Justice delayed is justice denied. But sometimes, justice tried — in this grotesque, decade-long spectacle — is the greatest indictment of all.
Time for genuine reforms, not political theater. Pro-people governance means evidence before rollout, accountability before applause, and screening before syringes. The children deserved better. The Republic still does.
The tango continues. But the music is starting to sound like a funeral march.
— Barok
Key Citations
A. Legal & Official Sources
- Philippines. Act No. 3815. An Act Revising the Penal Code and Other Penal Laws. 8 Dec. 1930, The LawPhil Project.
- Philippines. Republic Act No. 6713. An Act Establishing a Code of Conduct and Ethical Standards for Public Officials and Employees. 20 Feb. 1989, https://lawphil.net/statutes/repacts/ra1989/ra_6713_1989.html.
- Philippines, Supreme Court. Ivler v. Modesto-San Pedro. G.R. No. 172716, 17 Nov. 2010, https://lawphil.net/judjuris/juri2010/nov2010/gr_172716_2010.html.

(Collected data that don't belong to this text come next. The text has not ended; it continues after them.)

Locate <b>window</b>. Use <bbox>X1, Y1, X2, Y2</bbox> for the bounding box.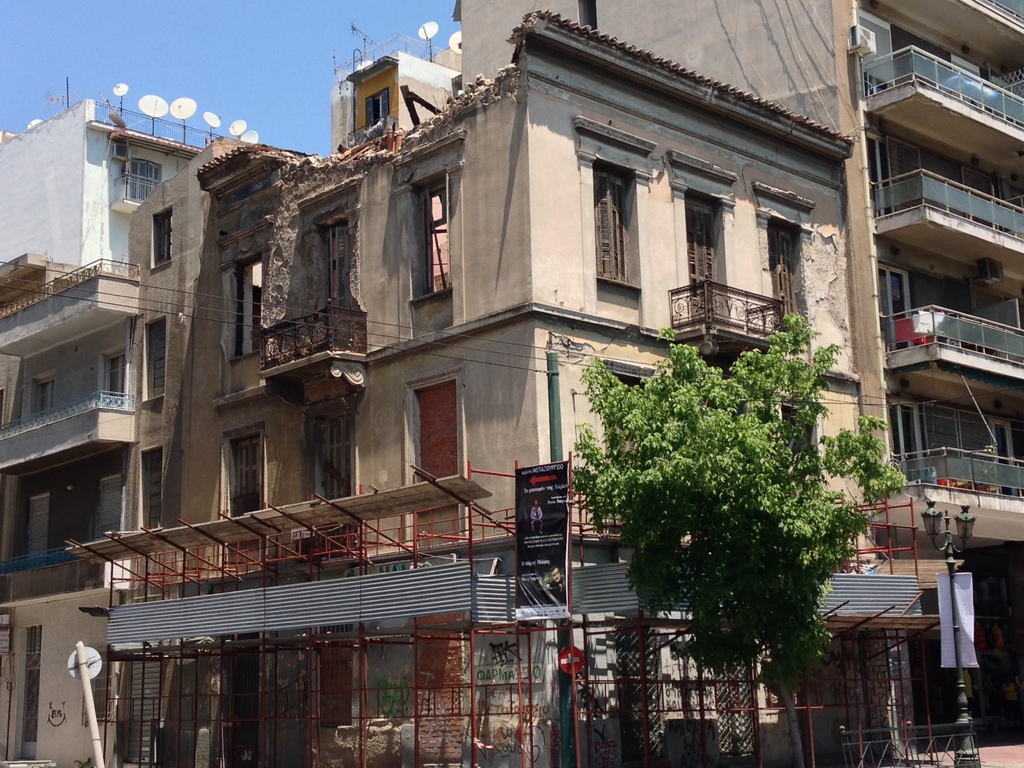
<bbox>94, 474, 124, 538</bbox>.
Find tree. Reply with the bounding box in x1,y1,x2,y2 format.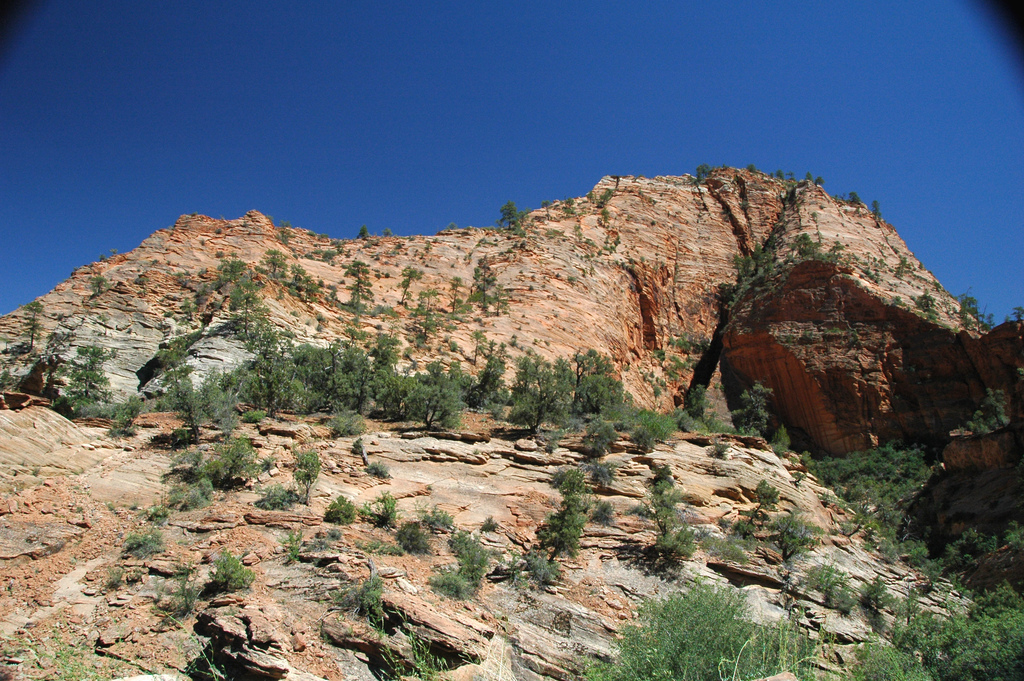
111,390,147,439.
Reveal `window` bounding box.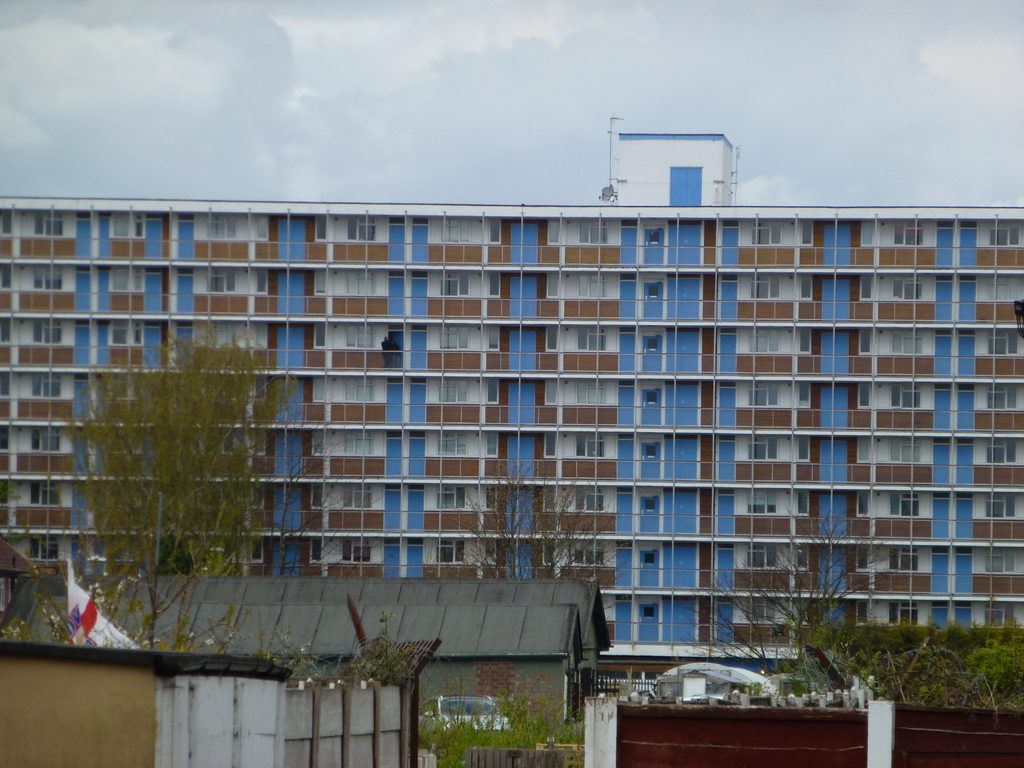
Revealed: (x1=727, y1=586, x2=812, y2=642).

- Philippines, Supreme Court. People v. Buan. G.R. No. L-25366, 29 Mar. 1968, https://lawphil.net/judjuris/juri1968/mar1968/gr_l-25366_1968.html.
- Philippines, Supreme Court. The Revised Rules of Criminal Procedure. Rule 117, The LawPhil Project.
- Philippines, Supreme Court. Rules of Court, Rule 65: Certiorari, Prohibition and Mandamus. The Lawphil Project.